The stars seem to be aligning for an
improved carbon tax in Alberta. Goodness knows, there's plenty of
room for improvement there.
Alberta, you will recall, was the first
jurisdiction in North America to institute a tax penalty for
greenhouse gas pollution, back in 2007. The tax was named by a
committee that obviously stayed up way too late coming to agreement:
it's called the Specified Gas Emitters Regulation.
The financial penalty under SGER has
been pretty mild, the funds it raised have been poorly used and there
is no indication anywhere that it served to reduce either intensity
or total greenhouse gas emissions in the province.
The specified polluters pay $15 a tonne
for that part of their carbon pollution that exceeds a baseline. The
polluters only pay for a maximum of 12 per cent of their total
emissions, and one document I found said it only costs the companies
$1.80 a tonne to meet the targets.
The money went into a tech fund that
mostly paid for research to help energy companies improve their own
oil and gas production. The tax improved the lives of zero Albertans
— except for those who administered the program and accessed the
money. Zero as well, for the environment.
Still, the philosophy behind the plan
was sound.
Globally, about 80 per cent of all
greenhouse gas emissions are produced by consumers. We drive cars, we
turn on our coffee makers in the morning, we heat our homes in the
winter. Everything we do has a carbon footprint.
But the global numbers don't apply in
Alberta. Because of the energy intensity of Alberta's heavy industry,
our province produces a whopping 36 per cent of all the greenhouse
gases produced in Canada. Our oilsands projects trump the influence
of consumer emissions in our province, plus that of Ontario, or probably more.
That's why Suncor CEO Steve Williams is
on board with a new carbon tax for Alberta. That also influenced how
prime minister Stephen Harper recently set a national goal for Canada
to reduce greenhouse gas emissions by 30 per cent in 15 years.
Canada simply can't become a better
global citizen until we solve the problem of how to get those 168
billion barrels of oil out of the oilsands, using less energy.
Williams agrees to a carbon tax, but he
wants it to be universal. He wants the consumers to be involved. That
serves his purposes, because the vast majority of his customers burn Suncor's oil outside of Canada.

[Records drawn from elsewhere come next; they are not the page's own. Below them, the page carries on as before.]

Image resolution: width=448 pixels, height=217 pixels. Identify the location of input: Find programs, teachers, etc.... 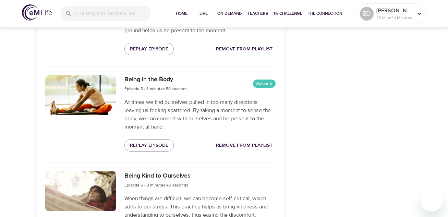
(113, 13).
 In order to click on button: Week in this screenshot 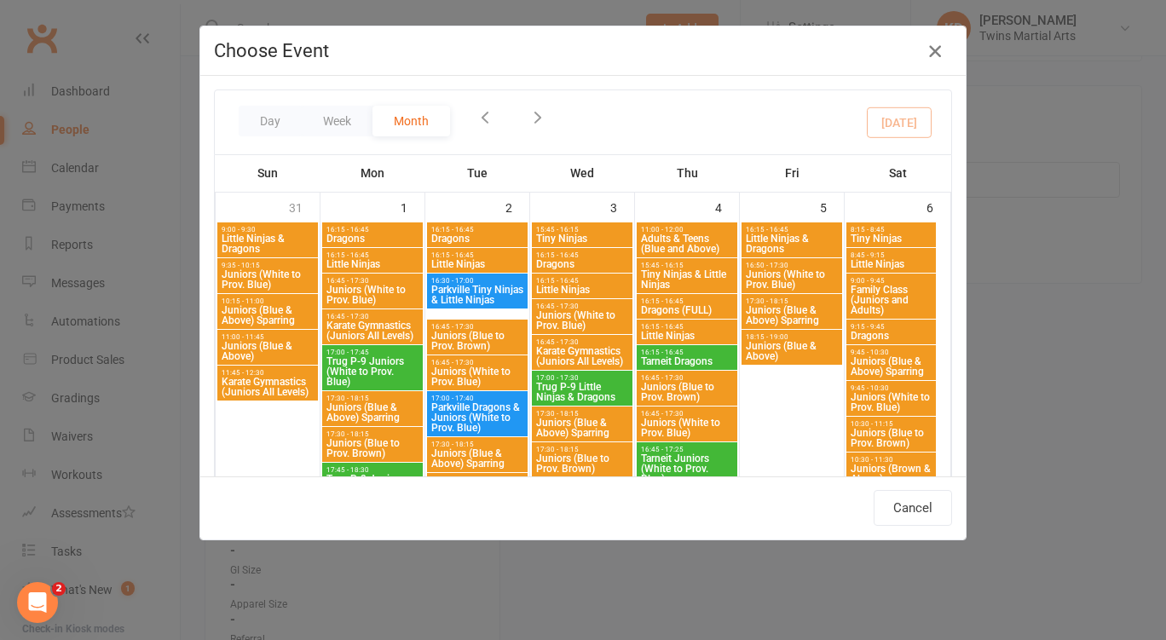, I will do `click(337, 121)`.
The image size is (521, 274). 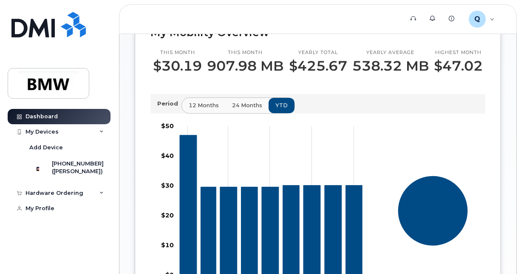 What do you see at coordinates (477, 19) in the screenshot?
I see `span: Q` at bounding box center [477, 19].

The federal government's plan is to
help Suncor and all the other oilsands conglomerates buy carbon
credits on the international market. No cap-and-trade for Canadians,
no sir, no way — but globally, the Harper government makes it the
cornerstone of our emissions reduction program. Go figure.
In the past, Albertans derided a carbon
tax as merely a cash transfer from Alberta to the feds. Prime
minister Harper wants to go that one better — by transferring the
money right out of Canada.
I say we need a hybrid of the plans.
Williams is right: consumers do need to
know that what they do has a pollution price. In British Columbia,
that price (their carbon tax) replaces part of their income tax
system. Ride a bike to work, reduce your taxes. Lower the thermostat
a bit in the winter, reduce your taxes. Waste less, reduce your
taxes.
But that can't be the total answer in
Alberta. We could be pushing our bikes through deep snow (I've done
it, and it's hard), and shivering in our homes all winter, and still
not make a significant dent in Alberta's total emissions, because of
the oilsands.
Nobody can reasonably suggest we leave
the oilsands in the ground. No country sitting on 168 billion barrels
of crude would do that. None.
So if carbon credits need to be bought,
why not buy them from me? OK, and you.
We appear to have consensus here, so
tax both consumers and the big producers. Use the money to both
reduce the burden of other taxes and to encourage more non-fossil
energy sources. I can adapt my behaviour to fit the program.
But more, make it easy for me to put a
few solar panels on my house and garage. Pay me the full market rate
for all the solar power that I don't use. Let the big power producers
have a carbon credit from that, which they can sell.
The technology is improving rapidly for
at-home storage of solar power, and industrial-grade storage of wind
power. There's a huge potential for both total greenhouse gas
reduction and carbon credits to offset Alberta's unique burden from
oilsands production.
I could live with that, could you?
Isn't that the philosophy behind what both Suncor CEO Steve Williams
and prime minister Stephen Harper say they want? So if the consensus already
exists for this, do it.
But let the consumers who want to
become carbon conservers benefit — in cash, directly. That's the
only way the plan will actually work.